WHADDAYA THINK OF THAT
Putting it together was kind of a shit show because we only had a week to practice together before auditions, and the benches were kind of...not super stable. When we first got them. We somehow dealt with them and got them in acceptable condition. Brian and I were also a bit irritated at people for not taking our *mandatory* practices and practice times seriously. FUN FACT: the entire group of ten never performed together until the actual show. After lamenting (The Filipino spirit is waterproof...but not to tears!) and sending threatening and pitiful emails for a certain amount of time, we were eventually just purely entertained by the hilarity and patheticness–Blogger says that's not a word but I'm keeping it–of it all. 
Apparently, during auditions, the committee was having some doubts to our preparedness to perform this and concerns with safety, but two of my good friends who helped decide made a very strong case for us and we were in!
After that, we had just around three weeks before the actual show.
Most of the time, I wouldn't practice the high jumps on the stacked benches because there weren't enough people during the practices to hold them down, lol. At first, I was kind of terrified (still clearly remember the first time I walked to the top of the final formation), but for this dance and the chance to perform in Sanders Theater I was willing to do anything. When Brian said we would do that dance, I wanted quite badly to be the part of the pair that was left dancing on the highest stack, due to some kind of primadonna complex that hadn't yet been fulfilled during my time here. (Politically, it made sense, because Brian and I were the Co-Presidents after all, so I wasn't worried.) One of our board members who had to hold down the benches would say "That took a few years off of my life" whenever we practiced those jumps in the stacked formation, so I figure that's another reason we didn't actually practice those jumps that much.

In the end, as it usually does with Harvard Philippine Forum events and stuff, it worked out amazingly. (I'll probably discuss having been leader of this group more once my term is...over...)
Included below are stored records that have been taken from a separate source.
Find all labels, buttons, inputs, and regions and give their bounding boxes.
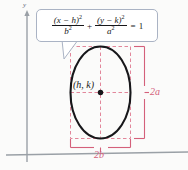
term-2-numerator-exponent: 2 <box>122 14 125 20</box>
equation-right-hand-side: 1 <box>139 21 144 31</box>
ellipse-center-dot <box>98 90 103 95</box>
term-2-denominator: a2 <box>105 26 117 36</box>
y-axis-arrowhead <box>24 10 29 16</box>
term-2-numerator: (y − k)2 <box>95 15 127 25</box>
term-1-numerator-exponent: 2 <box>79 14 82 20</box>
term-1-denominator-exponent: 2 <box>69 25 72 31</box>
equation-plus-operator: + <box>87 21 92 31</box>
ellipse-equation: (x − h)2 b2 + (y − k)2 a2 = 1 <box>51 15 143 36</box>
term-2-denominator-exponent: 2 <box>112 25 115 31</box>
equation-equals-sign: = <box>131 21 136 31</box>
term-1-denominator: b2 <box>62 26 74 36</box>
ellipse-center-label: (h, k) <box>73 80 94 90</box>
term-1-numerator-base: (x − h) <box>54 15 79 25</box>
equation-callout: (x − h)2 b2 + (y − k)2 a2 = 1 <box>36 9 158 42</box>
y-axis-label: y <box>23 2 26 9</box>
equation-term-2: (y − k)2 a2 <box>95 15 127 36</box>
horizontal-dimension-label: 2b <box>94 150 104 160</box>
term-1-numerator: (x − h)2 <box>52 15 84 25</box>
equation-term-1: (x − h)2 b2 <box>52 15 84 36</box>
term-2-numerator-base: (y − k) <box>97 15 122 25</box>
vertical-dimension-bracket <box>134 47 149 139</box>
ellipse-standard-form-figure: (x − h)2 b2 + (y − k)2 a2 = 1 y (h, k) 2… <box>0 0 188 170</box>
vertical-dimension-label: 2a <box>150 87 160 97</box>
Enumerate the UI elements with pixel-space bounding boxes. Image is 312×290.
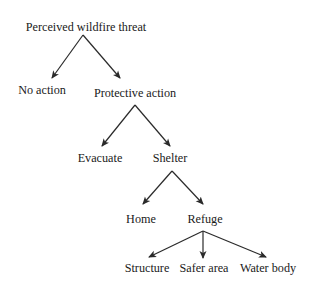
arrow-threat-to-protective-action — [83, 35, 120, 78]
node-refuge: Refuge — [187, 212, 222, 226]
node-protective-action: Protective action — [94, 86, 176, 100]
arrow-refuge-to-water-body — [203, 231, 266, 257]
node-home: Home — [126, 212, 156, 226]
node-no-action: No action — [18, 83, 66, 97]
arrow-shelter-to-home — [143, 171, 172, 204]
arrow-protective-to-evacuate — [102, 105, 135, 146]
node-safer-area: Safer area — [179, 261, 228, 275]
node-evacuate: Evacuate — [78, 151, 123, 165]
arrow-shelter-to-refuge — [172, 171, 203, 204]
node-water-body: Water body — [240, 261, 296, 275]
arrow-threat-to-no-action — [52, 35, 83, 78]
node-structure: Structure — [125, 261, 170, 275]
node-perceived-wildfire-threat: Perceived wildfire threat — [26, 20, 146, 34]
arrow-refuge-to-structure — [149, 231, 203, 257]
arrow-protective-to-shelter — [135, 105, 170, 146]
node-shelter: Shelter — [153, 151, 188, 165]
tree-edges — [0, 0, 312, 290]
decision-tree-diagram: Perceived wildfire threat No action Prot… — [0, 0, 312, 290]
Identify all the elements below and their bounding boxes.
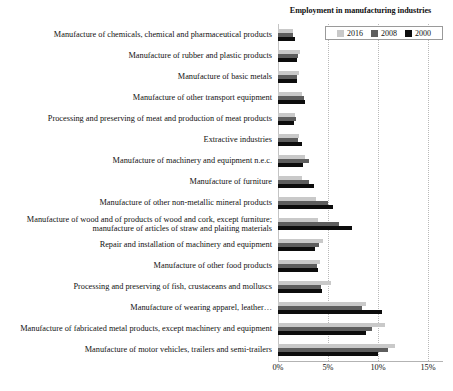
- category-label: Processing and preserving of fish, crust…: [4, 282, 272, 292]
- category-label: Manufacture of rubber and plastic produc…: [4, 51, 272, 61]
- category-label: Manufacture of basic metals: [4, 72, 272, 82]
- category-label: Manufacture of wearing apparel, leather…: [4, 303, 272, 313]
- bar-2000[interactable]: [278, 100, 305, 104]
- bar-2000[interactable]: [278, 331, 366, 335]
- bar-2000[interactable]: [278, 79, 297, 83]
- value-axis-tick-labels: 0%5%10%15%: [278, 363, 453, 377]
- bar-group: [278, 155, 443, 167]
- chart-title: Employment in manufacturing industries: [268, 6, 453, 16]
- category-label: Manufacture of other transport equipment: [4, 93, 272, 103]
- bar-group: [278, 302, 443, 314]
- bar-2000[interactable]: [278, 142, 302, 146]
- bar-group: [278, 113, 443, 125]
- bar-group: [278, 218, 443, 230]
- bar-group: [278, 323, 443, 335]
- bar-2000[interactable]: [278, 163, 303, 167]
- bar-2000[interactable]: [278, 226, 352, 230]
- legend-item-2000[interactable]: 2000: [405, 29, 431, 38]
- category-label: Manufacture of fabricated metal products…: [4, 324, 272, 334]
- chart-legend: 201620082000: [325, 26, 443, 40]
- category-label: Manufacture of wood and of products of w…: [4, 215, 272, 234]
- category-label: Manufacture of other non-metallic minera…: [4, 198, 272, 208]
- bar-2000[interactable]: [278, 205, 333, 209]
- category-label: Manufacture of machinery and equipment n…: [4, 156, 272, 166]
- category-label: Processing and preserving of meat and pr…: [4, 114, 272, 124]
- legend-item-2016[interactable]: 2016: [337, 29, 363, 38]
- category-axis-labels: Manufacture of chemicals, chemical and p…: [0, 24, 272, 361]
- employment-bar-chart: Employment in manufacturing industries 2…: [0, 0, 453, 391]
- legend-item-2008[interactable]: 2008: [371, 29, 397, 38]
- plot-area: [278, 24, 443, 361]
- bar-2000[interactable]: [278, 184, 314, 188]
- category-label: Manufacture of motor vehicles, trailers …: [4, 345, 272, 355]
- bar-2000[interactable]: [278, 58, 297, 62]
- bar-2000[interactable]: [278, 289, 322, 293]
- bar-group: [278, 176, 443, 188]
- bar-2000[interactable]: [278, 37, 295, 41]
- bar-2000[interactable]: [278, 121, 294, 125]
- bar-group: [278, 281, 443, 293]
- category-label: Extractive industries: [4, 135, 272, 145]
- legend-swatch-icon: [371, 30, 378, 37]
- category-axis-line: [278, 361, 443, 362]
- legend-swatch-icon: [405, 30, 412, 37]
- bar-2000[interactable]: [278, 352, 378, 356]
- bar-group: [278, 239, 443, 251]
- xtick-label: 10%: [370, 363, 385, 373]
- category-label: Manufacture of chemicals, chemical and p…: [4, 30, 272, 40]
- category-label: Manufacture of other food products: [4, 261, 272, 271]
- bar-group: [278, 134, 443, 146]
- bar-group: [278, 50, 443, 62]
- bar-2000[interactable]: [278, 247, 315, 251]
- legend-item-label: 2008: [381, 29, 397, 38]
- category-label: Repair and installation of machinery and…: [4, 240, 272, 250]
- legend-swatch-icon: [337, 30, 344, 37]
- xtick-label: 0%: [272, 363, 283, 373]
- category-label: Manufacture of furniture: [4, 177, 272, 187]
- bar-rows: [278, 24, 443, 361]
- legend-item-label: 2016: [347, 29, 363, 38]
- bar-group: [278, 71, 443, 83]
- bar-group: [278, 197, 443, 209]
- xtick-label: 15%: [420, 363, 435, 373]
- bar-2000[interactable]: [278, 310, 382, 314]
- legend-item-label: 2000: [415, 29, 431, 38]
- bar-group: [278, 260, 443, 272]
- bar-group: [278, 92, 443, 104]
- bar-2000[interactable]: [278, 268, 318, 272]
- bar-group: [278, 344, 443, 356]
- xtick-label: 5%: [322, 363, 333, 373]
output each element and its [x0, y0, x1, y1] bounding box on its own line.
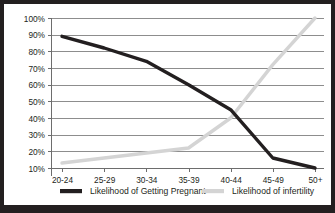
x-axis-tick-label: 45-49 [263, 175, 285, 185]
x-axis-tick-label: 35-39 [178, 175, 200, 185]
series-lines-group [62, 18, 315, 168]
x-axis-tick-label: 30-34 [136, 175, 158, 185]
y-axis-tick-label: 80% [28, 47, 45, 57]
y-axis-tick-label: 60% [28, 80, 45, 90]
chart-legend: Likelihood of Getting PregnantLikelihood… [60, 186, 315, 196]
x-axis-tick-label: 50+ [308, 175, 322, 185]
y-axis-tick-label: 100% [24, 14, 46, 24]
series-line [62, 18, 315, 163]
chart-plot-area: 10%20%30%40%50%60%70%80%90%100% 20-2425-… [4, 4, 331, 205]
gridlines-group [51, 18, 324, 176]
x-axis-labels-group: 20-2425-2930-3435-3940-4445-4950+ [52, 175, 323, 185]
y-axis-tick-label: 20% [28, 147, 45, 157]
y-axis-tick-label: 50% [28, 97, 45, 107]
y-axis-ticks-group [48, 19, 51, 169]
y-axis-tick-label: 90% [28, 30, 45, 40]
x-axis-tick-label: 40-44 [221, 175, 243, 185]
y-axis-tick-label: 10% [28, 164, 45, 174]
y-axis-tick-label: 30% [28, 130, 45, 140]
y-axis-tick-label: 40% [28, 114, 45, 124]
legend-label: Likelihood of Getting Pregnant [90, 186, 206, 196]
legend-swatch [202, 189, 224, 193]
chart-frame: 10%20%30%40%50%60%70%80%90%100% 20-2425-… [4, 4, 331, 205]
x-axis-tick-label: 20-24 [52, 175, 74, 185]
likelihood-line-chart: 10%20%30%40%50%60%70%80%90%100% 20-2425-… [4, 4, 331, 205]
legend-swatch [60, 189, 82, 193]
y-axis-labels-group: 10%20%30%40%50%60%70%80%90%100% [24, 14, 46, 174]
x-axis-tick-label: 25-29 [94, 175, 116, 185]
legend-label: Likelihood of infertility [232, 186, 315, 196]
y-axis-tick-label: 70% [28, 64, 45, 74]
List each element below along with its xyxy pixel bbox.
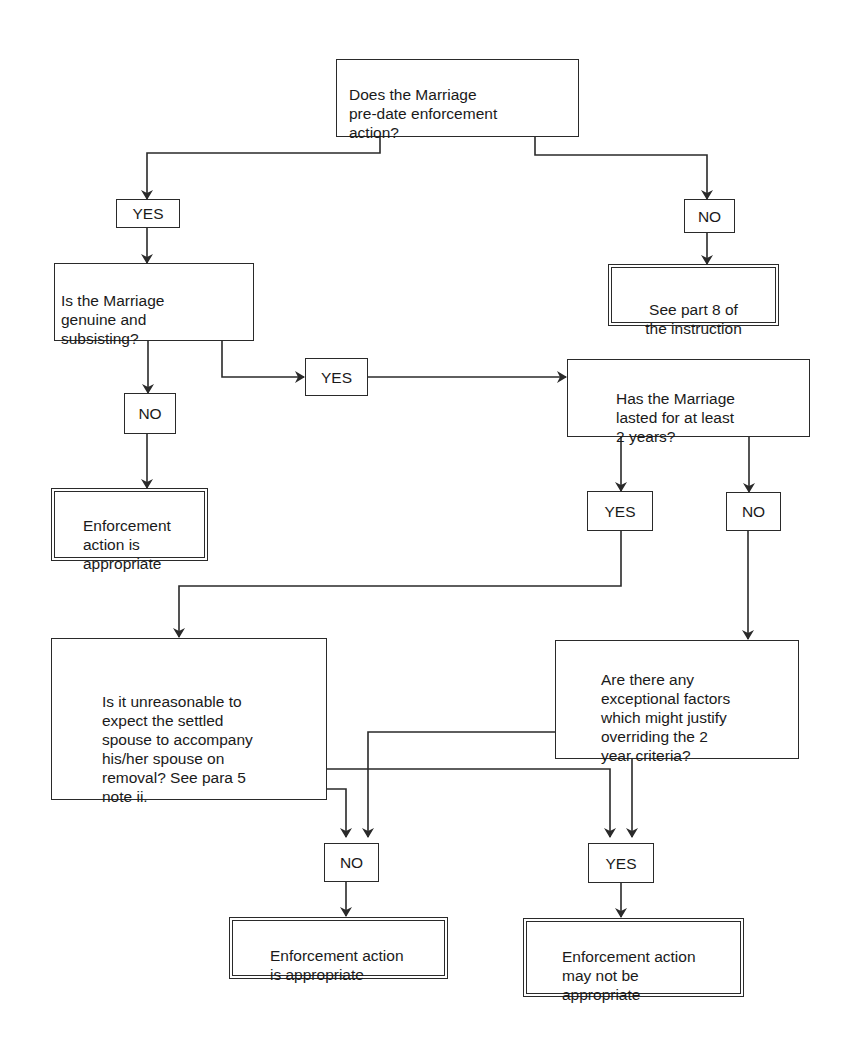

Everyone showed up at the actual show, thank god, and as you may have seen in the video the crowd was absolutely awed and stunned and shocked by our performance. The Dean of Harvard College himself congratulated me, told me he had never seen anything like that before so it was a performance that everyone would remember, and then showed me this article the next day: http://www.thecrimson.com/flyby/article/2016/2/21/cultural-rhythms-2016/ Oh right, the business of talking to Lucy Liu. Every year, the Harvard Foundation picks someone to award the "Artist of the Year," and it's usually some kind of artist who is also involved in humanitarian work. The Artist of the Year sits on the stage during the show, and two representatives from each group that performs get to have a conversation with her about their act. So yeah. That was that.

Words cannot explain the immense pride I have at us having accomplished this dance, as well as the pride we all felt for being Filipino, belonging to such a culture that seems to enjoy having this element of danger in its forms of entertainment. Not only that, but the thrill of performing, the exhilaration, was such a high point in my semester. The crowd's gasps and cheers are definitely gonna help power me throughout the rest of the school year.

This year's Cultural Rhythms was, without a doubt, a highlight of my Harvard experience, and I'll just use this final sentence to be "so cheesy that the lactose intolerant people in the audience are going to shit themselves" (in Brian's words, when he told us to smile throughout the entire dance) and say that I wouldn't be feeling this way without my incredible group of dysfunctional performers, and the rural people in Pangasinan who created this dance as a way to have fun in the first place.